Risley, T.R. (1997). Montrose M. Wolf: The origin of the dimensions of applied behavior
analysis. Journal of Applied Behavior Analysis, 30, 377-381.
This piece highlights the work and life of Montrose Wolf and the origins of the defining
characteristics of applied behavior analysis.

Skinner, B.F. (1938/1966). The behavior of organisms: An experimental analysis. New
York: Appleton-Century. (Copyright renewed in 1966 by the B.F. Skinner
Foundation, Cambridge, MA).
This book summarizes nearly ten years of Skinner’s research, spanning his years of graduate
school through is three years as a member of the Society of Fellows. Skinner defines his basic
unit of behavior, the operant, proposes basic datum, and describes his research agenda.

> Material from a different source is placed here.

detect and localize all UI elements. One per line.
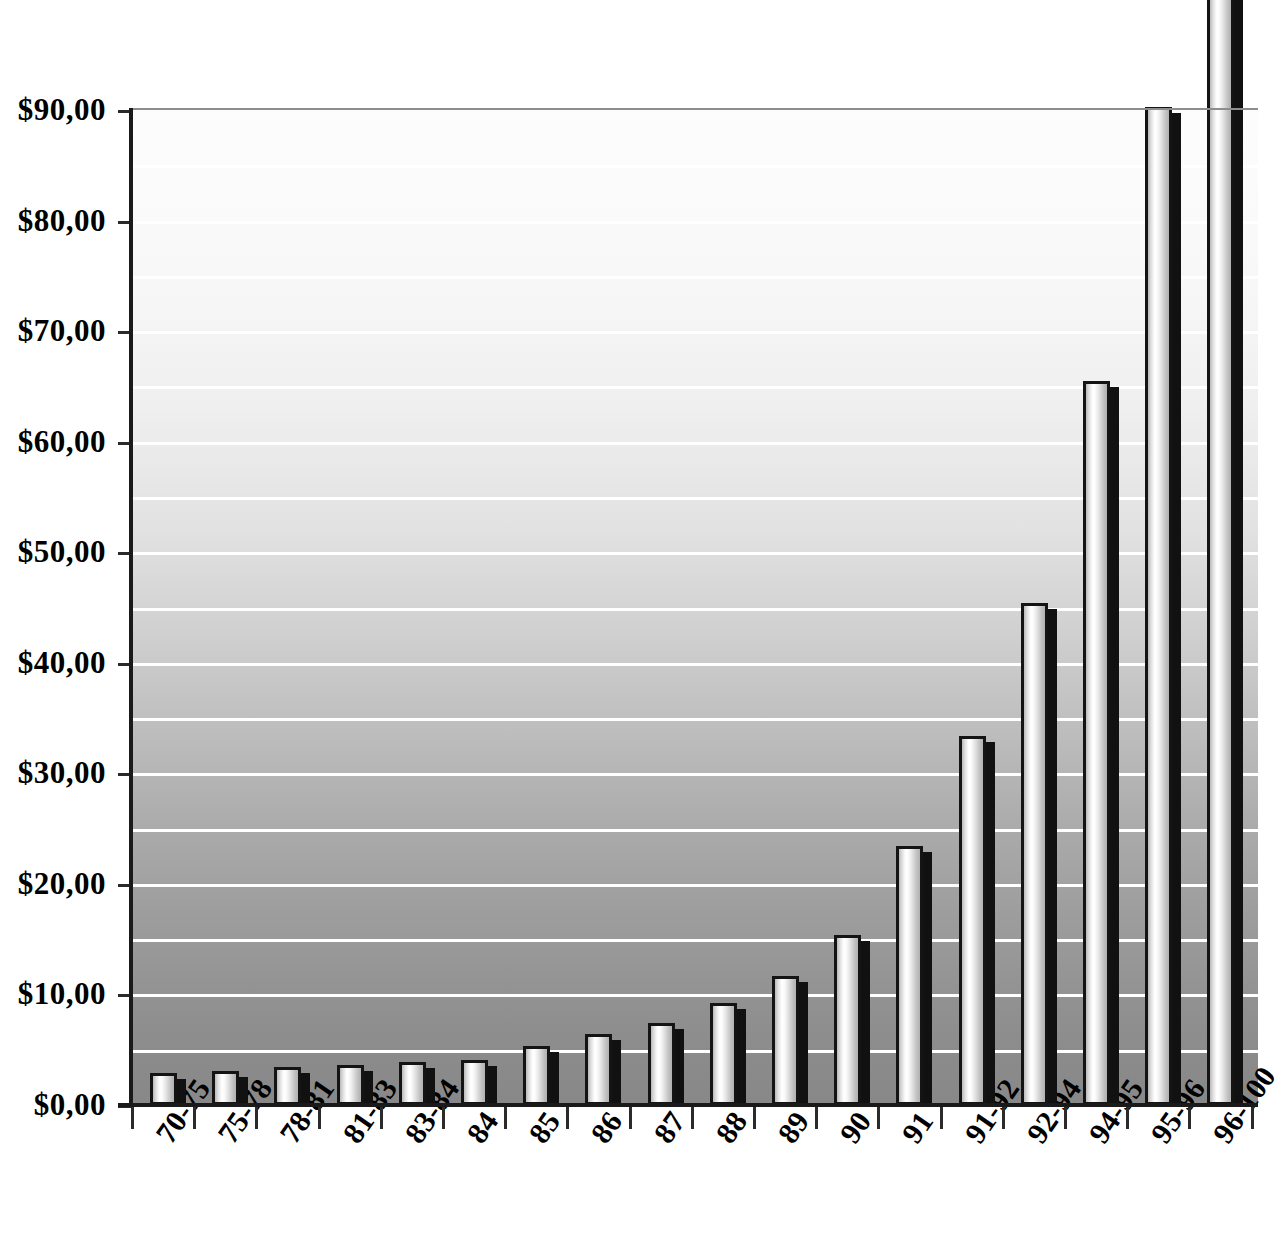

Skinner, B.F. (1948). Walden two. New York: Macmillan.
Skinner extends his works in this novel by applying the principles of behavior analysis to a
fictional community. The book illustrates a community that is minimally consuming and
polluting, egalitarian in the division of work, communal raising of children, and an educational
system that teaches patience and the ability to handle destructive emotions.


Skinner, B.F. (1953). Science and human behavior. New York: Macmillan.
This book presents a case for a natural science of human behavior. Skinner examines all human
activity from a behaviorist approach, and advocates for the application of scientific method to
study human behavior.

Skinner, B.F. (1957). Verbal behavior. New York: Appleton-Century-Crofts.